SIs (System Integrators) & Consulting Firms
The shift is bigger than it looks.
Less of:
fixing sync failures
cleaning CSV dumps
maintaining duct-tape connectors
More of:
designing industry data models
cross-cloud architectures
governance frameworks
accelerators built on clean data
AI readiness consulting
The work moves from integration plumbing to systems thinking.
Customers
They finally get:
fewer rework cycles
consistent dashboards
predictable automation
cleaner analytics
AI that can actually trust its inputs
This is the first acquisition in years that directly improves daily enterprise life.
7. The Ecosystem Layer — Clouds, Industries, and Competitors I See Feeling the Heat
When I look across Salesforce’s clouds, the impact is immediate.
Marketing Cloud gets relief.
The average Marketing Cloud customer merges 5–12 data sources, which is why journeys often misfire.
Informatica cleans the inputs.
Journeys stop guessing.
Pardot (Account Engagement) finally escapes its long-standing duplicate lead pains — again, not because Pardot was flawed, but because the data feeding it was.
Marketo isn’t untouched.
Marketo is strong in enterprise B2B, but nearly 90% of customers bolt on Segment, Tealium, or custom identity tools.
Salesforce now has that layer natively — a real competitive advantage.
Data Cloud becomes the centre of gravity.
It becomes the identity graph + warehouse + activation layer instead of “just another cloud.”

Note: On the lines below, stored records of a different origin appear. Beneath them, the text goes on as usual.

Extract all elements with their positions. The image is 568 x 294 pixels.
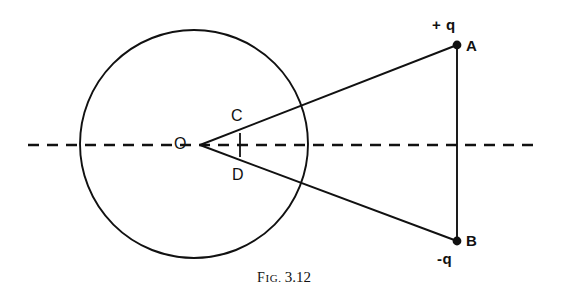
ray-o-to-a (200, 45, 457, 145)
figure-caption: FIG.3.12 (0, 268, 568, 286)
label-point-d: D (232, 167, 244, 183)
point-marker-a (453, 41, 462, 50)
label-point-b: B (466, 233, 477, 248)
ray-o-to-b (200, 145, 457, 241)
figure-container: O C D + q A B -q FIG.3.12 (0, 0, 568, 294)
caption-prefix-smallcaps: IG. (265, 272, 281, 284)
label-center-o: O (174, 136, 186, 152)
electrostatics-dipole-diagram (0, 0, 568, 294)
caption-number: 3.12 (285, 269, 311, 285)
caption-prefix: FIG. (257, 272, 282, 284)
point-marker-b (453, 237, 462, 246)
label-point-a: A (466, 38, 477, 53)
label-charge-negative: -q (437, 251, 452, 266)
label-charge-positive: + q (432, 17, 456, 32)
label-point-c: C (231, 108, 243, 124)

Some industries get a rare reset.
From what I’ve seen, the biggest winners are:
Healthcare (60–120 systems; 8–20% duplicate patients)

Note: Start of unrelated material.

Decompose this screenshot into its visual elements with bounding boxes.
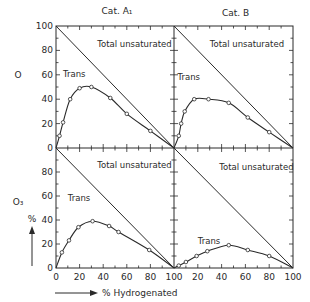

Life Sciences (HCP + trial data fragmentation)
Insurance & BFSI (15–30 customer record stores per firm)
Manufacturing (thousands of SKUs, fragmented plants)
Public Sector (30–40% record mismatch between departments)

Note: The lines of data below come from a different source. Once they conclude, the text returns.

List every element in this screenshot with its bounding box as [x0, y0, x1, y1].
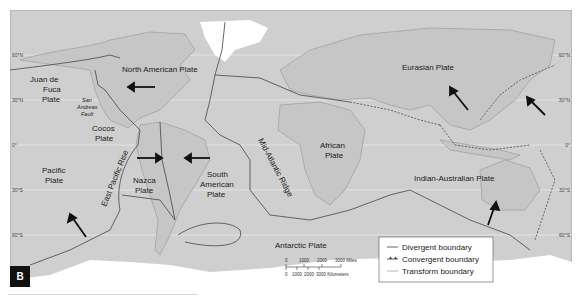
label-south-american-3: Plate [207, 190, 226, 199]
svg-text:0°: 0° [565, 142, 570, 148]
scale-miles-1000: 1000 [299, 258, 310, 263]
svg-text:60°N: 60°N [559, 52, 571, 58]
label-north-american-plate: North American Plate [122, 65, 198, 74]
label-nazca-2: Plate [135, 186, 154, 195]
panel-label: B [16, 271, 23, 282]
label-san-andreas-2: Andreas [76, 104, 98, 110]
scale-miles-3000: 3000 Miles [335, 258, 358, 263]
svg-text:60°S: 60°S [559, 232, 571, 238]
label-south-american-2: American [200, 180, 234, 189]
svg-text:60°N: 60°N [12, 52, 24, 58]
scale-km-1000: 1000 [292, 272, 303, 277]
label-juan-de-fuca-2: Fuca [43, 85, 61, 94]
svg-text:0°: 0° [12, 142, 17, 148]
svg-text:30°S: 30°S [12, 187, 24, 193]
legend-divergent-label: Divergent boundary [402, 243, 472, 252]
legend: Divergent boundary Convergent boundary T… [379, 237, 493, 282]
legend-transform-label: Transform boundary [402, 267, 474, 276]
scale-miles-2000: 2000 [317, 258, 328, 263]
label-indian-australian-plate: Indian-Australian Plate [414, 174, 495, 183]
label-san-andreas-1: San [82, 97, 92, 103]
label-antarctic-plate: Antarctic Plate [275, 241, 327, 250]
label-cocos-2: Plate [95, 134, 114, 143]
label-juan-de-fuca-1: Juan de [30, 75, 59, 84]
svg-text:30°N: 30°N [12, 97, 24, 103]
label-south-american-1: South [207, 170, 228, 179]
label-san-andreas-3: Fault [81, 111, 94, 117]
divider [8, 294, 198, 295]
label-african-1: African [320, 141, 345, 150]
legend-convergent-label: Convergent boundary [402, 255, 479, 264]
label-pacific-2: Plate [45, 176, 64, 185]
label-juan-de-fuca-3: Plate [42, 95, 61, 104]
panel-badge: B [10, 266, 30, 287]
label-african-2: Plate [325, 151, 344, 160]
svg-text:30°S: 30°S [559, 187, 571, 193]
plate-tectonics-map: 60°N 30°N 0° 30°S 60°S 60°N 30°N 0° 30°S… [10, 10, 572, 287]
label-pacific-1: Pacific [42, 166, 66, 175]
scale-km-2000: 2000 [304, 272, 315, 277]
svg-text:30°N: 30°N [559, 97, 571, 103]
label-eurasian-plate: Eurasian Plate [402, 63, 455, 72]
label-cocos-1: Cocos [92, 124, 115, 133]
scale-km-3000: 3000 Kilometers [316, 272, 349, 277]
svg-text:60°S: 60°S [12, 232, 24, 238]
label-nazca-1: Nazca [133, 176, 156, 185]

These industries finally get a data spine they can trust.
And the competitors? I don’t think they can ignore this.
HubSpot: Excellent UX; no deep MDM layer. Ceiling stays mid-market.
Zoho: Huge suite; consistency across 55+ apps is tough.
Dynamics: Strongest rival, but still missing native MDM.
Zapier / Make: They move data but don’t reconcile it — and the future requires reconciliation.
Every platform entering the AI decade has to solve the data-trust problem.
Salesforce just did it first.
8. The culture engine — Dreamforce, TrailblazerDX, DemoJam, Agentforce
I’ve always felt Salesforce doesn’t just build products — it builds alignment.
Dreamforce sets the story.
TrailblazerDX trains the builders.
DemoJams showcase compliant ISVs.
Partner Summits push SIs to change their offerings.
Agentforce demos show what “AI that actually works” requires.
When Salesforce repeats clean data + governance across all these stages, the ecosystem listens and then it evolves.
Informatica fits neatly into this rhythm.
9. Closing note
I don’t see the Informatica deal as Salesforce expanding its portfolio.
I see it as Salesforce taking ownership of the one layer nobody wanted to claim — the messy middle where systems disagree, integrations break, and AI fails quietly.
Amazon won by fixing the invisible pain.
Salesforce is aiming for the same outcome, just in a different world.
If this works, then by 2030 “using Salesforce” won’t mean CRM at all.
It’ll mean your organisation finally runs on one coherent truth instead of a dozen contradictory ones.
A small shift, but a foundational one.
Sources:
IDC Global Salesforce Economy Impact
Global Healthcare Duplicate Record Studies (HIMSS / AHIMA ranges)
CRM Market Share & Dynamics Ecosystem Reports
MuleSoft Public Transaction Volume Stats
Industry Analyses on Data Cloud, MDM, and AI Readiness
Human-generated content. Radar/GLTR pattern check: Passed.